Exercise prompt> Please reproduce the entries exactly, skipping each picture.

Dataset items

★ ★ ★ ★ ★ ★ ★

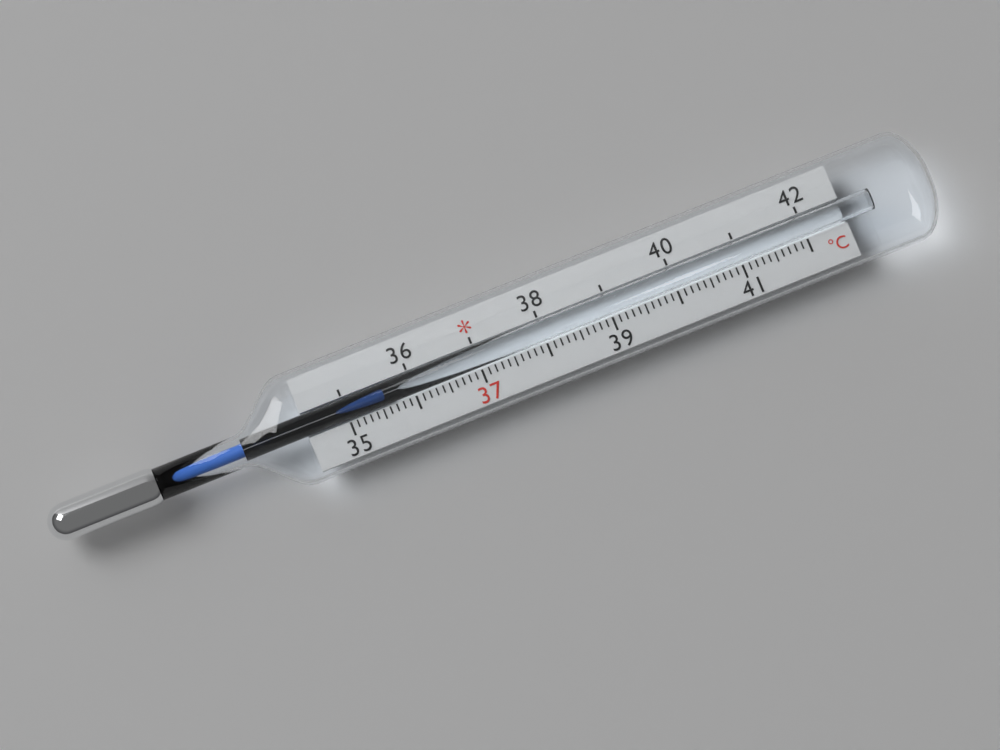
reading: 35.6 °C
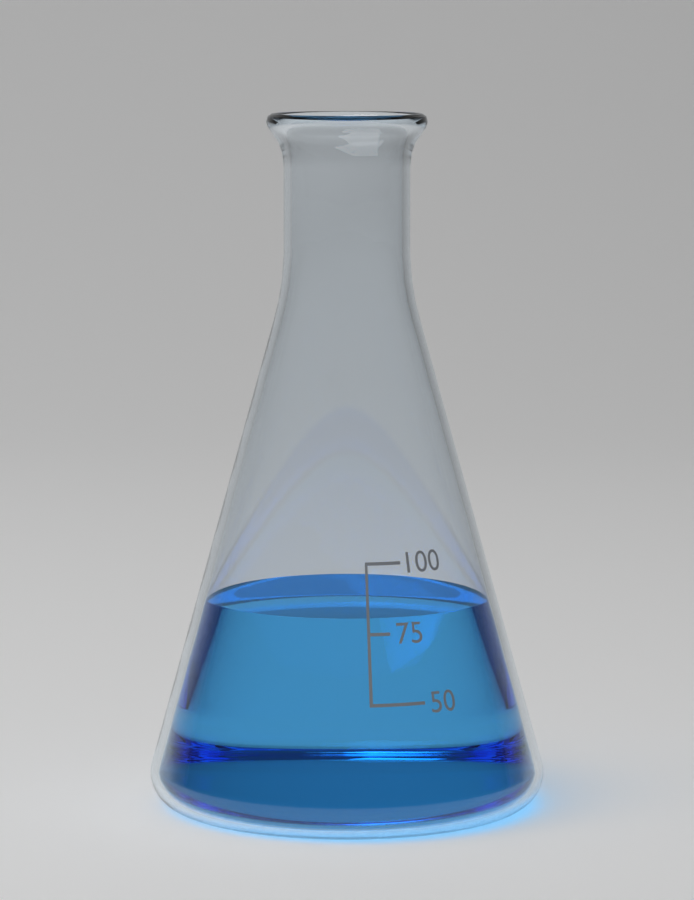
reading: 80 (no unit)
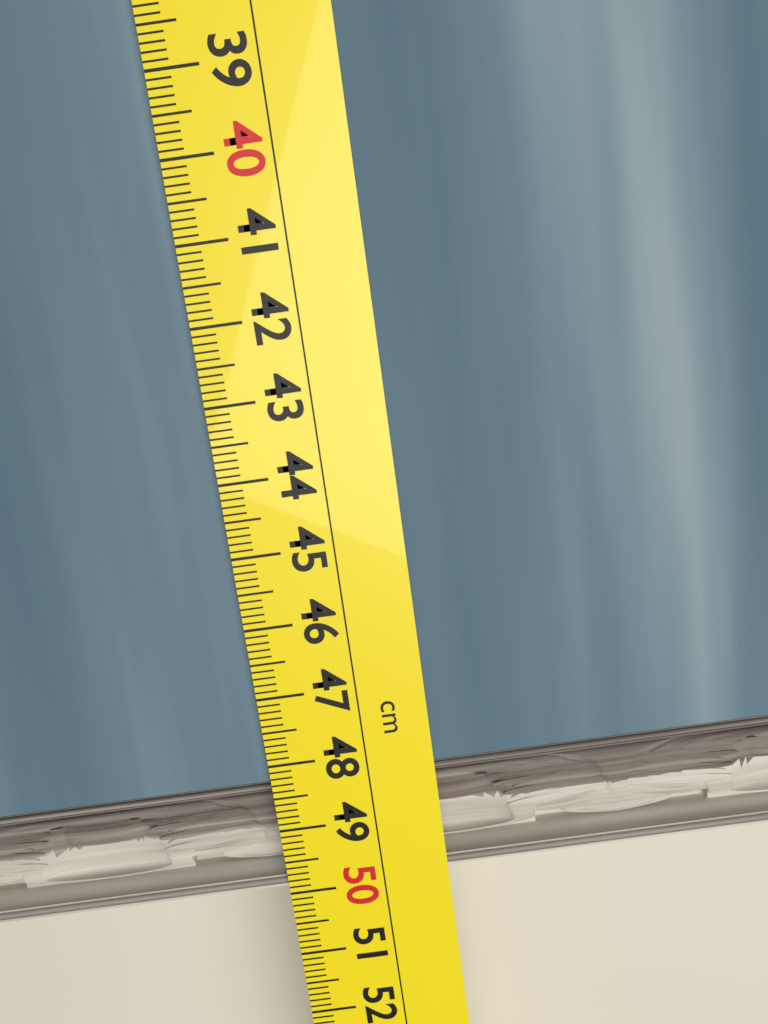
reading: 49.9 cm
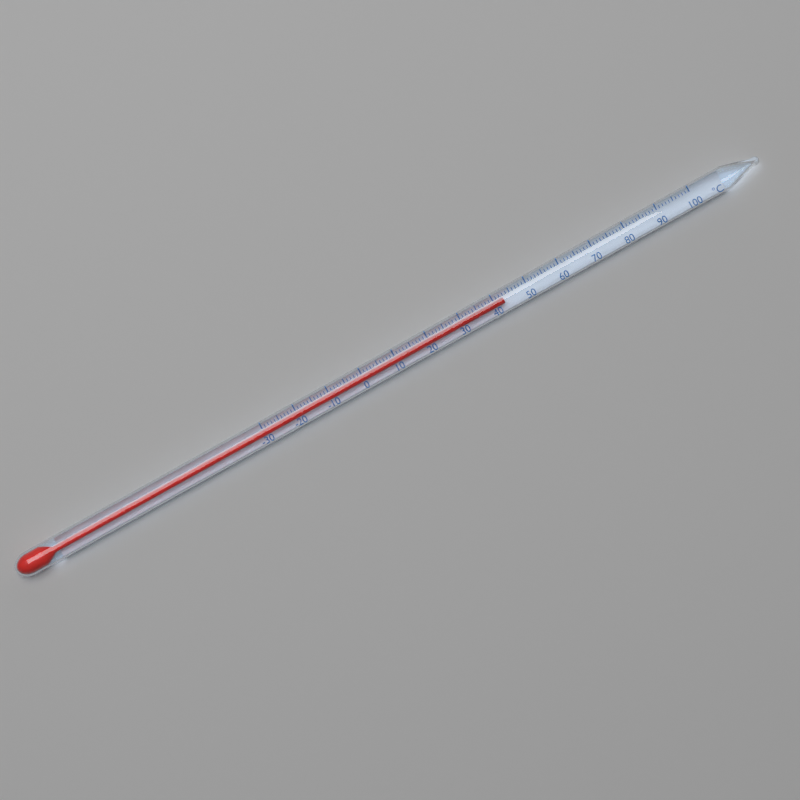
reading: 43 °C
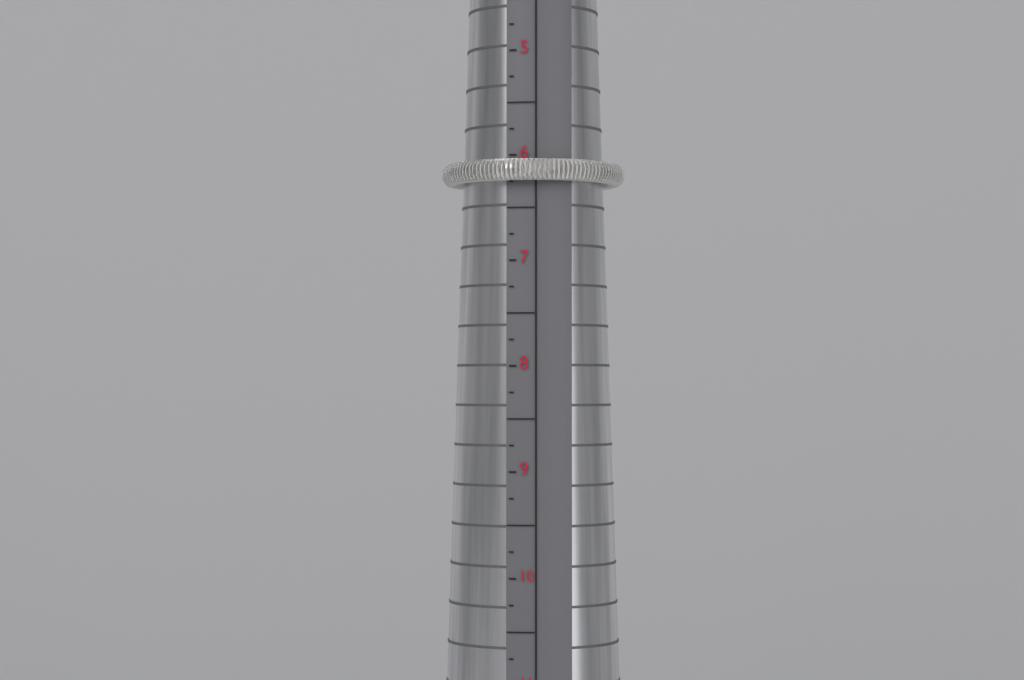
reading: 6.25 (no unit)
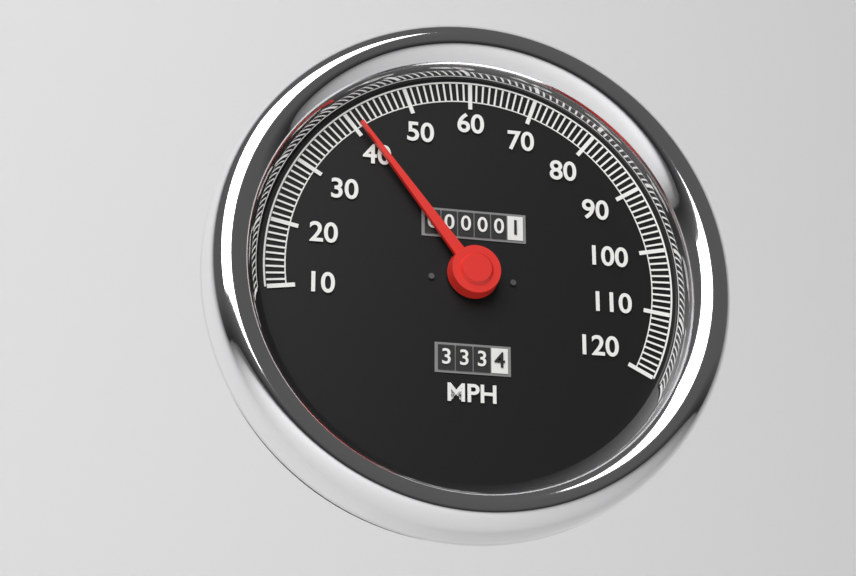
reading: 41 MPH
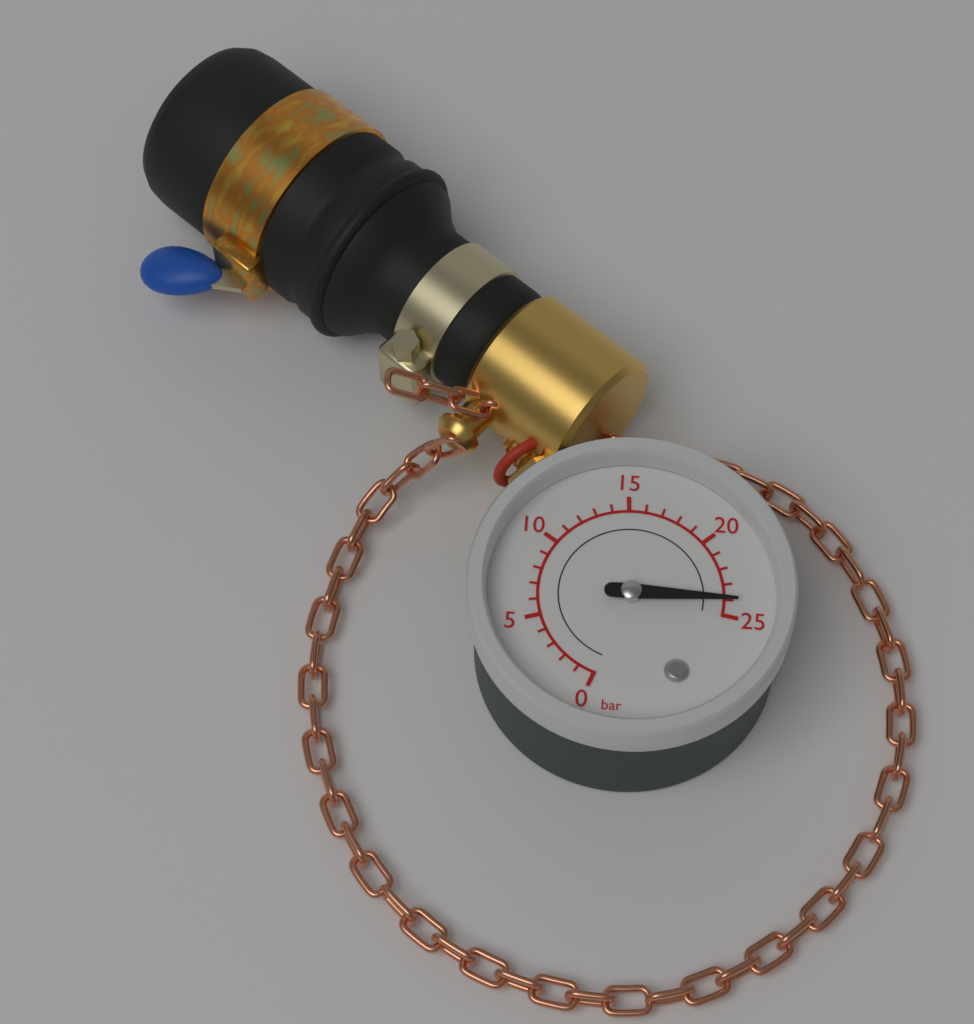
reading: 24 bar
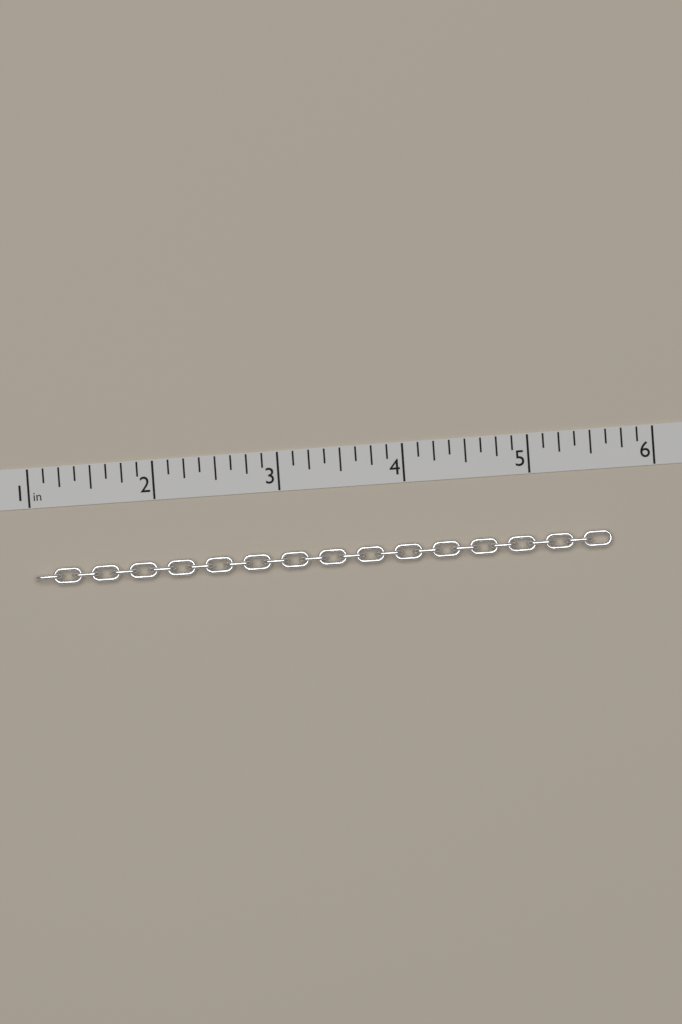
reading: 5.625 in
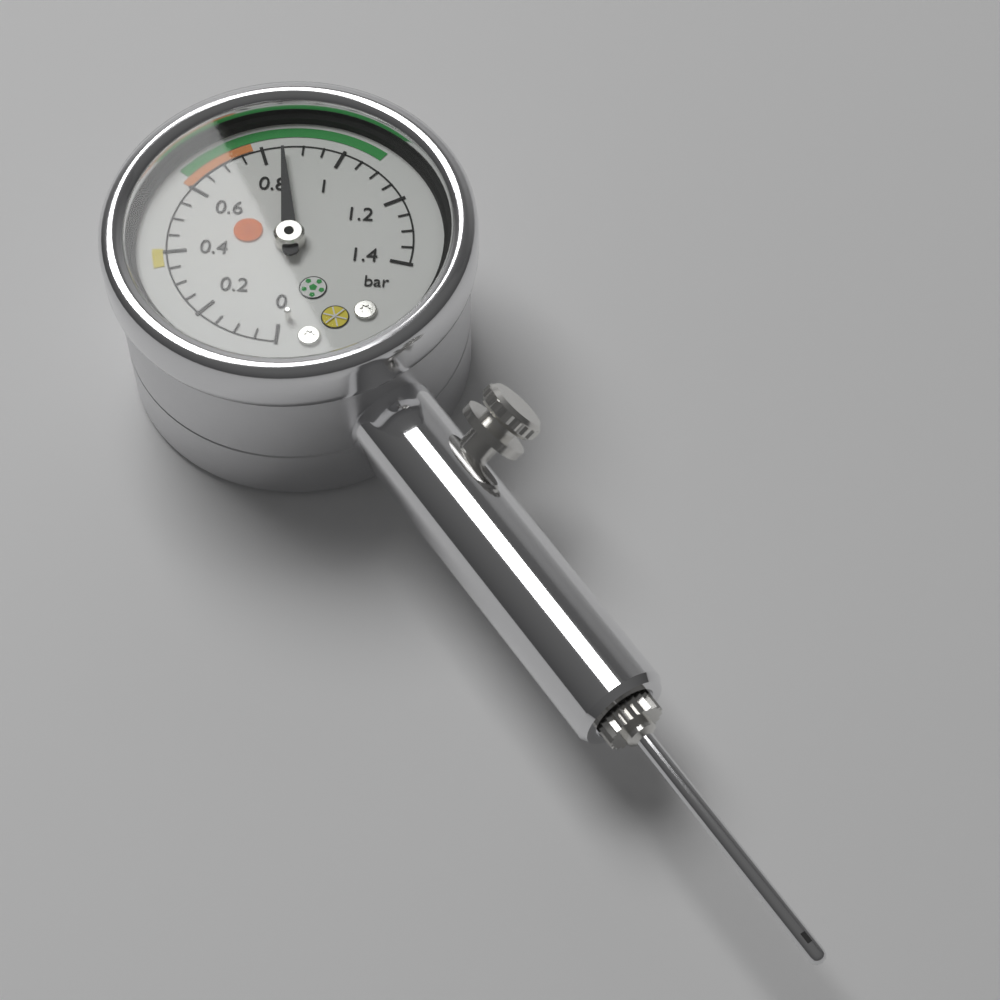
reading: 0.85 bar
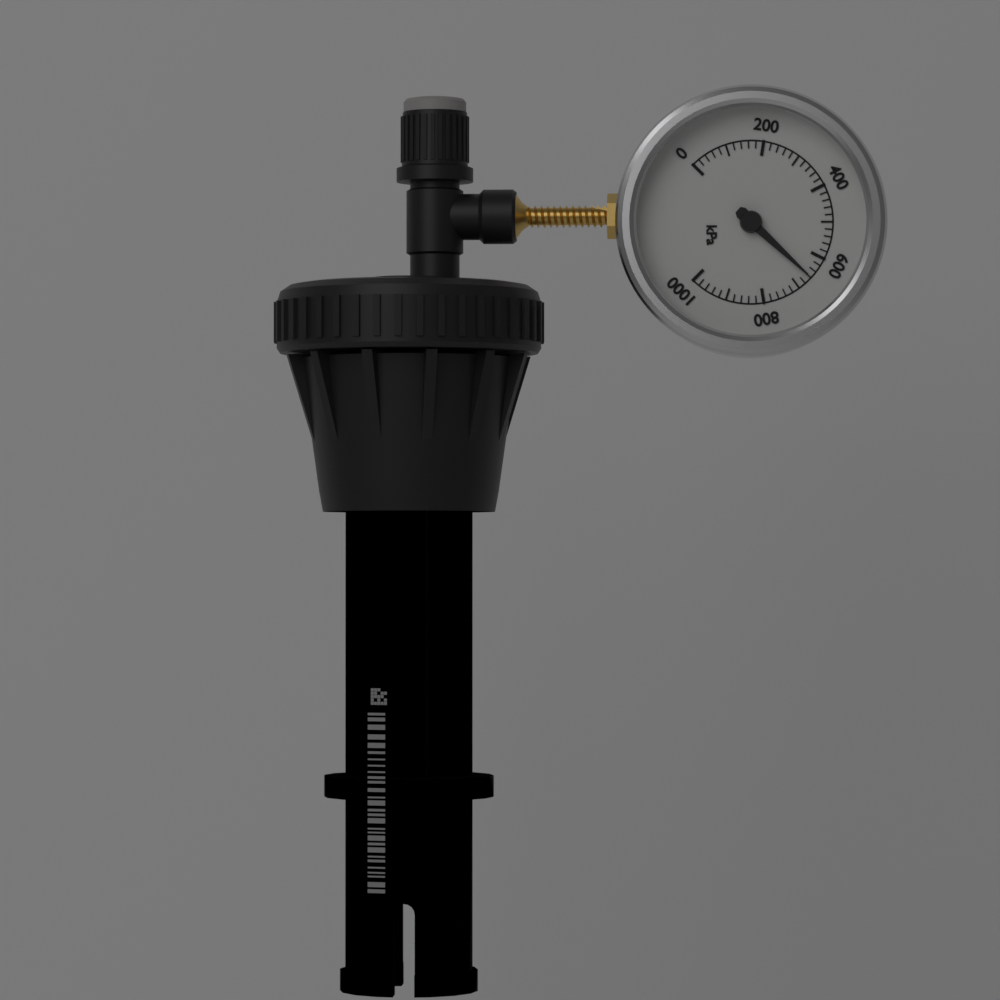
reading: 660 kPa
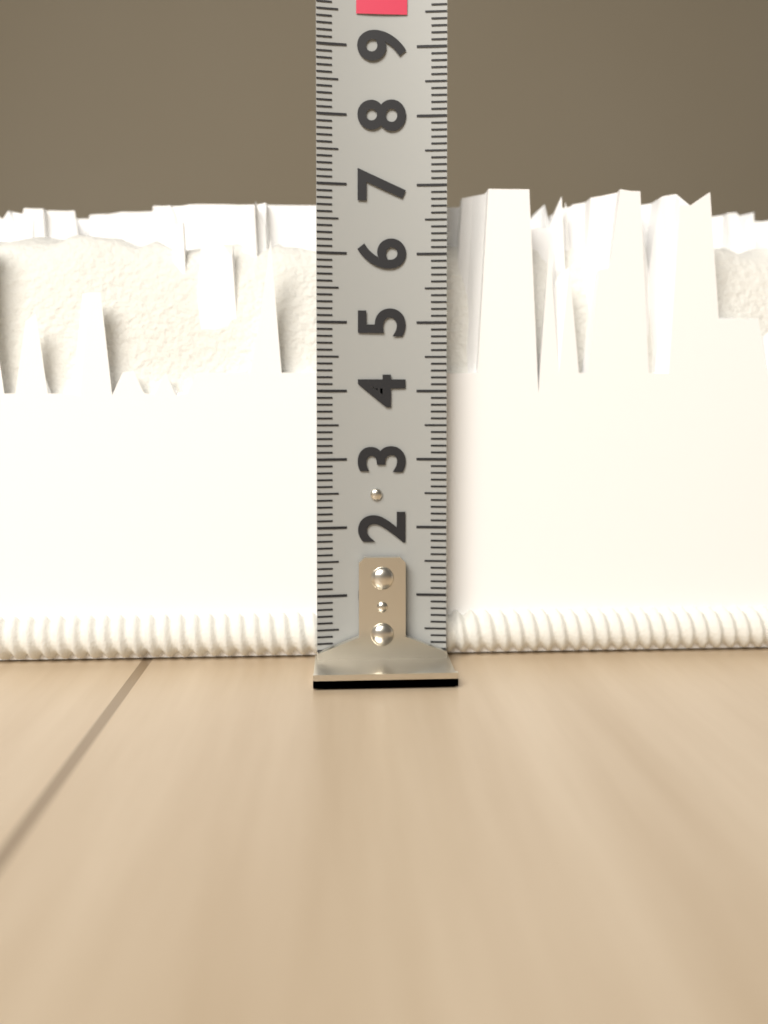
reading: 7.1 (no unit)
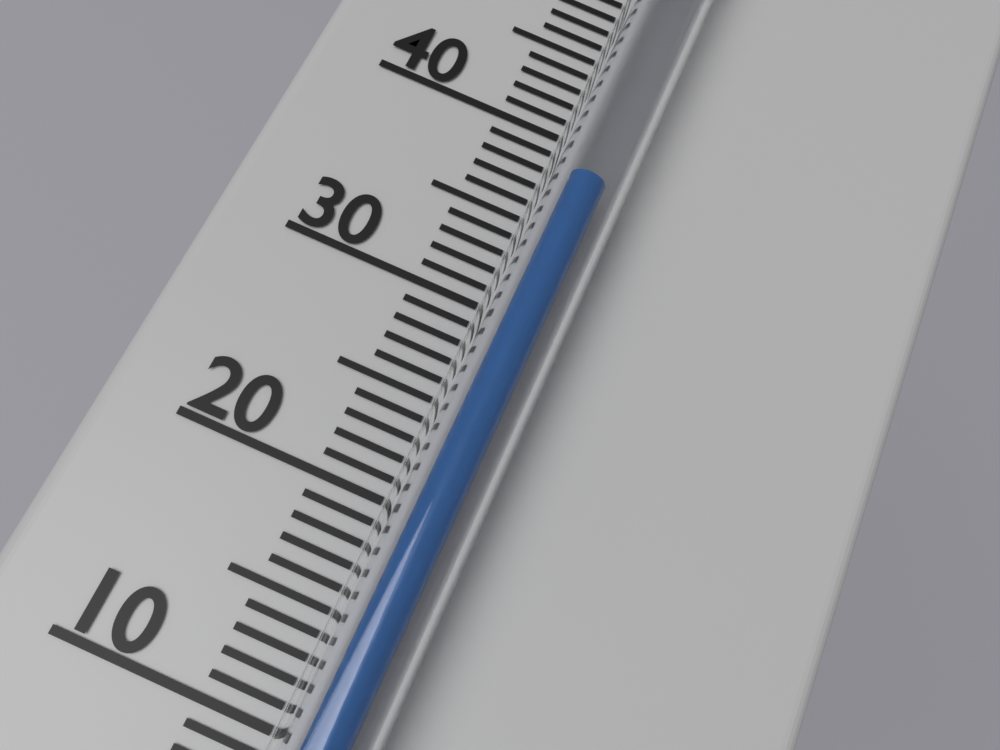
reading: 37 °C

★ ★ ★ ★ ★ ★ ★

Your solution>
reading: 35.6 °C
reading: 80 (no unit)
reading: 49.9 cm
reading: 43 °C
reading: 6.25 (no unit)
reading: 41 MPH
reading: 24 bar
reading: 5.625 in
reading: 0.85 bar
reading: 660 kPa
reading: 7.1 (no unit)
reading: 37 °C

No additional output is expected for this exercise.